The best childhood games are often the ones we invent ourselves. For Anthony "Buckets" Blakes, a creative solution when he was a young boy growing up in a family of 10 kids helped pave the way for a career with the Harlem Globetrotters.

Blakes, who grew up in Phoenix, recalls seeing a Suns game when he was 5 and begging his parents for a Nerf ball and hoop.

"They must not have got it for me fast enough, so I took one of my dad's hats and cut a hole in the top of it," Blakes said. "I slid the brim into the top of a door, and that's what I would shoot a tennis ball into."

That early introduction to basketball eventually led to a successful college career at Wyoming and a chance to play professionally overseas before the Globetrotters came calling in the early 2000s. After an initial tryout, Blakes latched on and is now in his 13th season playing for an organization known for basketball skill and improvisation — two skills he exhibited as a kindergartner.

Blakes is part of a Globetrotters team that will face the Washington Generals for a pair of games in Minneapolis, at 2 p.m. and 7 p.m. Saturday at Target Center. Among his specialties is a four-point shot, a long-distance heave from specially marked parts of the court, but all of his work is a labor of love.

"I love the fact that I get a chance to make people laugh and make people happy," said Blakes, adding that he's been to 75 countries as a Globetrotter. "I think it's awesome to be able to make a 6- or 7-year-old crack up, and then you look eight seats away and you see someone who is 50 or 60 laughing just as hard."

Some of the ballhandling tricks and special shots are scripted, but much of it starts organically.

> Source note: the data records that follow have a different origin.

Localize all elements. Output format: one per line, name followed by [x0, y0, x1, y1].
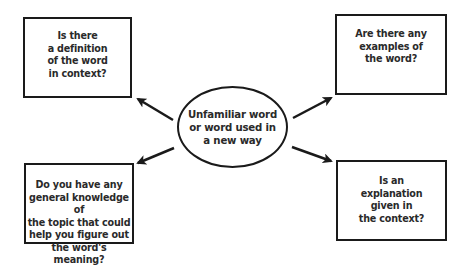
center-label: Unfamiliar word or word used in a new wa… — [188, 108, 277, 147]
node-label: Is there a definition of the word in con… — [47, 30, 107, 80]
arrow-to-bottom-right — [292, 147, 331, 161]
node-label: Are there any examples of the word? — [355, 28, 426, 66]
arrow-to-bottom-left — [138, 148, 174, 163]
arrow-to-top-left — [138, 99, 173, 120]
node-label: Do you have any general knowledge of the… — [26, 179, 132, 267]
center-node-unfamiliar-word: Unfamiliar word or word used in a new wa… — [177, 86, 288, 168]
node-label: Is an explanation given in the context? — [359, 175, 424, 225]
node-examples-of-word: Are there any examples of the word? — [335, 14, 447, 95]
arrow-to-top-right — [293, 98, 331, 118]
node-general-knowledge: Do you have any general knowledge of the… — [24, 163, 134, 244]
node-explanation-in-context: Is an explanation given in the context? — [336, 160, 447, 241]
node-definition-in-context: Is there a definition of the word in con… — [23, 17, 132, 98]
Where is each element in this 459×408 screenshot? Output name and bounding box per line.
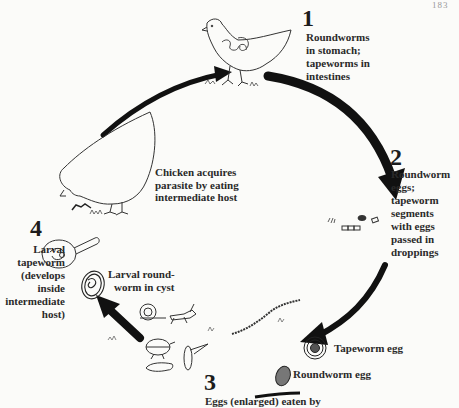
step-2-number: 2 xyxy=(390,145,402,169)
roundworm-egg-icon xyxy=(273,364,293,388)
step-4-number: 4 xyxy=(30,216,42,240)
step-1-number: 1 xyxy=(302,6,314,30)
step-1-description: Roundworms in stomach; tapeworms in inte… xyxy=(306,31,370,83)
step-3-description: Eggs (enlarged) eaten by xyxy=(205,395,321,408)
tapeworm-egg-label: Tapeworm egg xyxy=(334,342,403,355)
fly-icon xyxy=(184,344,208,370)
step-4-description: Larval tapeworm (develops inside interme… xyxy=(0,243,65,321)
earthworm-icon xyxy=(232,300,300,334)
beetle-icon xyxy=(146,339,175,359)
snail-icon xyxy=(140,304,166,320)
step-2-description: Roundworm eggs; tapeworm segments with e… xyxy=(391,168,450,259)
arrow-step3-to-step4 xyxy=(96,295,140,338)
grasshopper-icon xyxy=(170,304,196,324)
slug-icon xyxy=(146,363,173,372)
larval-roundworm-note: Larval round- worm in cyst xyxy=(108,268,175,293)
larval-roundworm-cyst-icon xyxy=(79,269,107,302)
tapeworm-egg-icon xyxy=(304,337,326,359)
step-3-number: 3 xyxy=(204,370,216,394)
chicken-acquires-note: Chicken acquires parasite by eating inte… xyxy=(155,166,239,204)
droppings-icon xyxy=(328,216,379,231)
chicken-pecking-icon xyxy=(60,112,155,215)
arrow-step4-to-step1 xyxy=(103,66,232,135)
arrow-step1-to-step2 xyxy=(268,76,405,200)
arrow-step2-to-step3 xyxy=(300,265,385,345)
roundworm-egg-label: Roundworm egg xyxy=(293,368,371,381)
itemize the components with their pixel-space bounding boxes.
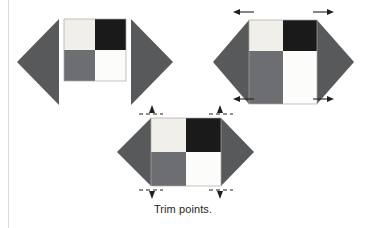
step-1-group — [17, 19, 173, 105]
step-3-group — [117, 105, 254, 199]
step3-patch-bottom-left — [151, 152, 186, 186]
step1-patch-bottom-right — [95, 50, 126, 81]
step2-patch-top-right — [283, 20, 317, 51]
step1-right-triangle — [131, 19, 173, 105]
trim-marker-bottom-right — [209, 190, 233, 199]
step1-patch-square — [64, 19, 126, 81]
step-2-group — [213, 9, 354, 104]
quilt-block-trim-diagram — [0, 0, 366, 228]
step2-patch-bottom-left — [249, 51, 283, 104]
step3-left-triangle — [117, 118, 151, 186]
step3-patch-top-left — [151, 118, 186, 152]
step2-right-triangle — [317, 20, 354, 104]
step3-patch-square — [151, 118, 221, 186]
trim-marker-bottom-left — [139, 190, 163, 199]
step2-patch-square — [249, 20, 317, 104]
step3-patch-bottom-right — [186, 152, 221, 186]
step3-patch-top-right — [186, 118, 221, 152]
illustration-page: Trim points. — [0, 0, 366, 228]
step1-patch-top-right — [95, 19, 126, 50]
step2-patch-bottom-right — [283, 51, 317, 104]
trim-marker-top-right — [209, 105, 233, 114]
step1-patch-top-left — [64, 19, 95, 50]
step1-left-triangle — [17, 19, 59, 105]
step2-patch-top-left — [249, 20, 283, 51]
step1-patch-bottom-left — [64, 50, 95, 81]
figure-caption: Trim points. — [0, 203, 366, 216]
trim-marker-top-left — [139, 105, 163, 114]
arrow-top-right — [313, 9, 334, 15]
step2-left-triangle — [213, 20, 249, 104]
arrow-top-left — [233, 9, 254, 15]
step3-right-triangle — [221, 118, 254, 186]
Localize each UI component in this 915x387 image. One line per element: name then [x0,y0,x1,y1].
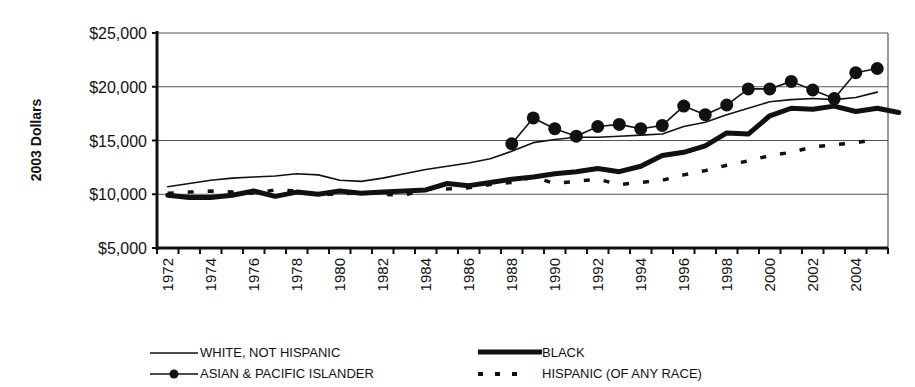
x-axis-tick-labels: 1972197419761978198019821984198619881990… [159,258,864,291]
x-tick-label: 1984 [417,258,434,291]
data-point-marker [634,122,647,135]
data-point-marker [828,92,841,105]
data-point-marker [677,100,690,113]
x-tick-label: 1972 [159,258,176,291]
x-tick-label: 1980 [331,258,348,291]
x-tick-label: 1982 [374,258,391,291]
data-point-marker [871,62,884,75]
x-tick-label: 1998 [718,258,735,291]
data-point-marker [505,137,518,150]
legend-item-asian: ASIAN & PACIFIC ISLANDER [150,366,374,381]
dashed-line-icon [478,368,542,380]
y-tick-label: $15,000 [89,133,147,150]
data-point-marker [849,66,862,79]
thin-line-icon [150,348,198,358]
x-tick-label: 1988 [503,258,520,291]
data-point-marker [527,111,540,124]
data-point-marker [548,122,561,135]
x-tick-label: 1996 [675,258,692,291]
y-tick-label: $5,000 [98,240,147,257]
legend-label: WHITE, NOT HISPANIC [200,345,340,360]
data-series [168,62,899,198]
axes [152,31,888,254]
x-tick-label: 1986 [460,258,477,291]
circle-marker-line-icon [150,368,198,380]
data-point-marker [720,99,733,112]
x-tick-label: 1978 [288,258,305,291]
x-tick-label: 2004 [847,258,864,291]
legend-label: ASIAN & PACIFIC ISLANDER [200,366,374,381]
legend-item-hispanic: HISPANIC (OF ANY RACE) [478,366,702,381]
series-line-white-not-hispanic [168,92,878,187]
thick-line-icon [478,348,542,358]
data-point-marker [763,82,776,95]
x-tick-label: 1974 [202,258,219,291]
y-tick-label: $20,000 [89,79,147,96]
data-point-marker [742,82,755,95]
data-point-marker [699,108,712,121]
x-tick-label: 1976 [245,258,262,291]
legend-label: BLACK [542,345,585,360]
line-chart: $5,000$10,000$15,000$20,000$25,000 19721… [0,0,915,320]
y-tick-label: $10,000 [89,186,147,203]
data-point-marker [785,75,798,88]
data-point-marker [806,83,819,96]
x-tick-label: 2002 [804,258,821,291]
y-tick-label: $25,000 [89,25,147,42]
x-tick-label: 1994 [632,258,649,291]
x-tick-label: 1992 [589,258,606,291]
legend-label: HISPANIC (OF ANY RACE) [542,366,702,381]
y-axis-label: 2003 Dollars [28,99,44,182]
data-point-marker [613,118,626,131]
data-point-marker [656,119,669,132]
x-tick-label: 2000 [761,258,778,291]
y-axis-tick-labels: $5,000$10,000$15,000$20,000$25,000 [89,25,147,257]
data-point-marker [570,130,583,143]
legend-item-black: BLACK [478,345,585,360]
legend-item-white: WHITE, NOT HISPANIC [150,345,340,360]
data-point-marker [591,120,604,133]
x-tick-label: 1990 [546,258,563,291]
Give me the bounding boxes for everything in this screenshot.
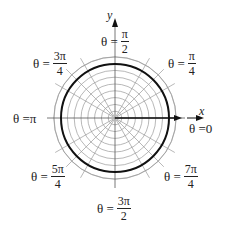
y-axis-arrowhead [112,18,118,27]
fraction: 3π 4 [53,50,67,77]
grid-radial-line [66,69,113,116]
x-axis-label: x [199,104,204,119]
angle-label-prefix: θ = [31,170,48,183]
angle-label-value: 0 [206,122,213,135]
y-axis-label: y [107,8,112,23]
angle-label-prefix: θ = [13,112,30,125]
angle-label-pi: θ = π [13,112,36,125]
angle-label-prefix: θ = [168,57,185,70]
fraction-numerator: 3π [53,50,67,64]
fraction-numerator: 5π [51,163,65,177]
fraction-denominator: 4 [57,64,63,77]
angle-label-7pi-over-4: θ = 7π 4 [164,163,198,190]
angle-label-prefix: θ = [164,170,181,183]
theta-zero-ray-arrowhead [174,115,182,121]
fraction: π 4 [188,50,196,77]
angle-label-prefix: θ = [33,57,50,70]
angle-label-value: π [30,112,37,125]
fraction-denominator: 2 [121,209,127,222]
angle-label-prefix: θ = [101,35,118,48]
angle-label-pi-over-4: θ = π 4 [168,50,196,77]
angle-label-3pi-over-2: θ = 3π 2 [97,195,131,222]
fraction: 7π 4 [184,163,198,190]
fraction-denominator: 4 [188,177,194,190]
fraction-denominator: 4 [189,64,195,77]
fraction-denominator: 4 [55,177,61,190]
angle-label-prefix: θ = [97,202,114,215]
fraction-numerator: π [188,50,196,64]
grid-radial-line [116,69,163,116]
angle-label-5pi-over-4: θ = 5π 4 [31,163,65,190]
grid-radial-line [66,119,113,166]
fraction: 5π 4 [51,163,65,190]
fraction-numerator: 7π [184,163,198,177]
angle-label-pi-over-2: θ = π 2 [101,28,129,55]
angle-label-3pi-over-4: θ = 3π 4 [33,50,67,77]
angle-label-prefix: θ = [189,122,206,135]
fraction-numerator: 3π [117,195,131,209]
fraction: 3π 2 [117,195,131,222]
fraction-denominator: 2 [122,42,128,55]
angle-label-0: θ = 0 [189,122,212,135]
fraction: π 2 [121,28,129,55]
fraction-numerator: π [121,28,129,42]
grid-radial-line [116,119,163,166]
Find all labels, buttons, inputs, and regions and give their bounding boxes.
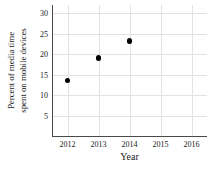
y-axis-title-text: Percent of media time spent on mobile de… [6, 28, 29, 112]
y-axis-spine [52, 5, 53, 137]
gridline-vertical [99, 5, 100, 136]
x-axis-spine [52, 136, 207, 137]
plot-area: 51015202530 20122013201420152016 [52, 5, 207, 137]
x-axis-title: Year [52, 151, 207, 162]
x-axis-tick-label: 2014 [122, 140, 138, 149]
x-axis-tick-label: 2012 [60, 140, 76, 149]
y-axis-title-line-1: Percent of media time [6, 28, 18, 112]
chart-screenshot: Percent of media time spent on mobile de… [0, 0, 212, 172]
gridline-vertical [161, 5, 162, 136]
gridline-vertical [130, 5, 131, 136]
data-point [96, 55, 102, 61]
y-axis-tick-label: 30 [40, 9, 48, 18]
data-point [127, 38, 133, 44]
y-axis-tick-label: 5 [44, 111, 48, 120]
gridline-vertical [68, 5, 69, 136]
y-axis-title: Percent of media time spent on mobile de… [0, 0, 34, 140]
gridline-vertical [192, 5, 193, 136]
y-axis-tick-label: 25 [40, 29, 48, 38]
y-axis-tick-label: 10 [40, 91, 48, 100]
y-axis-title-line-2: spent on mobile devices [17, 28, 29, 112]
x-axis-tick-label: 2016 [184, 140, 200, 149]
x-axis-tick-label: 2015 [153, 140, 169, 149]
y-axis-tick-label: 20 [40, 50, 48, 59]
y-axis-tick-label: 15 [40, 70, 48, 79]
data-point [65, 78, 71, 84]
x-axis-tick-label: 2013 [91, 140, 107, 149]
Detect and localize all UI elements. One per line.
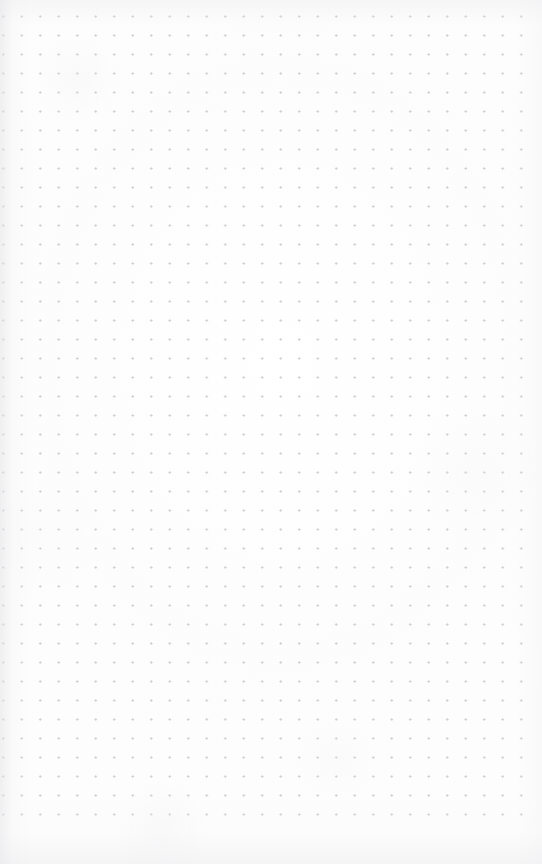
page-content-area[interactable] bbox=[31, 26, 512, 818]
notebook-page bbox=[0, 0, 542, 864]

"We have a whole bunch of plays. Sometimes things happen during a season because life is unpredictable," Blakes said. "If things happen on the court that are pretty funny, we'll try to duplicate it. That's how it evolves over the years."

This year's wrinkle is the "Washington Generals' Revenge Tour." The Globetrotters are playing those lovable losers for the first time in five years. But win or lose (let's face it: win), Blakes will smile.

"The Globetrotters are looking for great basketball players, they're looking for great athletes and then they're looking for a certain personality," he said. "Not that I was flashy in college, but they kind of know I would be capable of not only doing all the cool things on the court but off the court as well."